Skein Lite
Retrieval-augmented generation · built end to end
A shopping assistant that knows when it doesn’t know
Skein Lite is a local-first, domain-swappable RAG platform. The demo is a storefront, an apparel brand called Aster Athletics with a shopping assistant named Sara and an escalation care specialist named Tiffany, but the engine underneath knows nothing about apparel. Swap one folder and it becomes a different store.
500
tests, all green
85.9%
router accuracy, 100% escalation recall
1.0
CI eval-gate score
The interesting problem in a retrieval system is not answering, it is refusing. A model that always answers will confidently invent an order number, a price, or a color it never saw. Most of the work here is in the seams around the model: a confidence gate that abstains on thin evidence, a governed metric layer for anything numeric, a knowledge graph for relationships, and a set of deterministic guards for the things a prompt can’t be trusted to enforce, customer privacy, prompt injection, gender-correct recommendations.

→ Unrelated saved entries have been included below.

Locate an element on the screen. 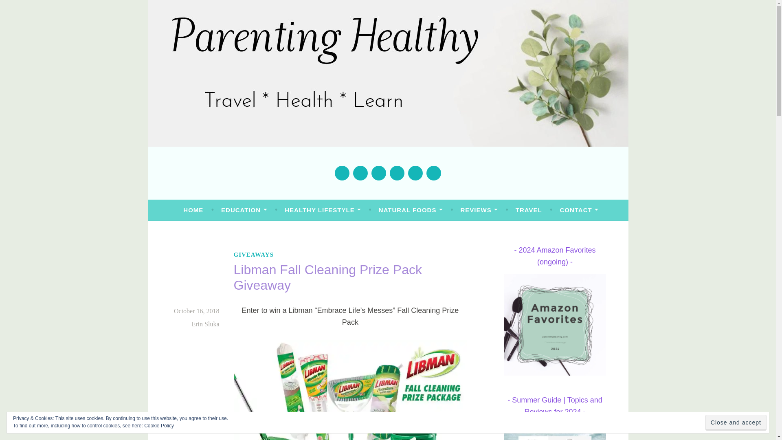  NATURAL FOODS is located at coordinates (411, 210).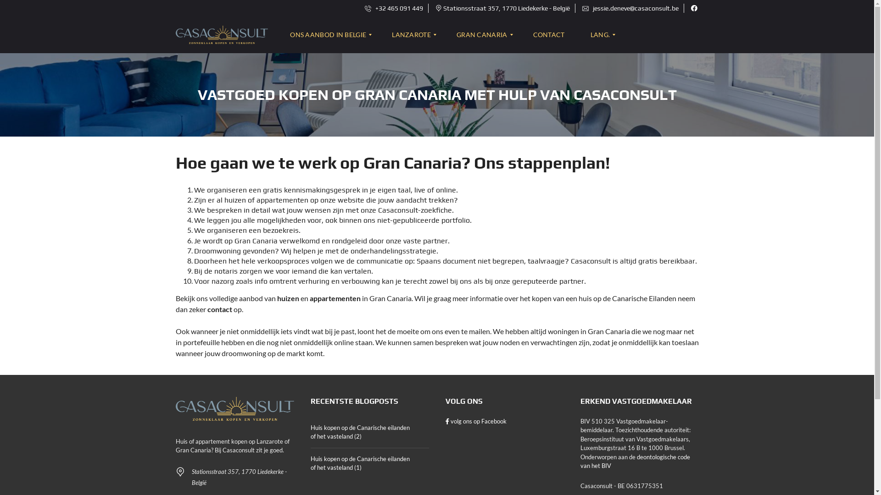 This screenshot has width=881, height=495. What do you see at coordinates (630, 8) in the screenshot?
I see `jessie.deneve@casaconsult.be` at bounding box center [630, 8].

The assistant is grounded in synthetic data for a fictional brand. Every product, review, and order is invented. What’s real is the machinery: the ingestion, the hybrid retrieval, the evaluation harness, and the CI that blocks a regression before it ships.
What to read next
Architecture →
The path a question takes from keypress to grounded answer: a master-orchestrator router over specialized lanes, hybrid retrieval, the reranker, the graph and metric seams, and the domain-agnostic engine.
Evaluation →
A labeled routing eval, the single-vs-multi and model-tier experiments, a prompt-optimization loop that lifts a prompt on held-out data, an offline CI gate, RAGAS, and drift monitors, with every number regenerated from a command.
Cost & the business case →
The full proof behind “430× cheaper than a human”: every assumption, the price of each stage of a turn, the session total, and the division, all regenerated from one command.
Decisions →
Why Cohere over the alternatives, why Groq for the LLM, why a graph at all, and where I’d switch if the constraints changed.
Reliability →
The failure modes I planned for: what happens when the LLM, the vector store, or the voice service is slow or down, and the fallback for each.
Try it →
How to run it locally with no API keys, and how to talk to the assistant, the things it does well and the honest edges.
Source →
The full codebase: engine, domain packs, evaluation, the Next.js storefront, and the CI that keeps it honest.
Built to be inspected. This is not a slide deck. Every claim here maps to code you can read, and the Reliability page names each failure mode, each fallback, and the two critical issues a multi-agent adversarial review caught, all now fixed with regression tests. Naming the limits is what makes the rest credible.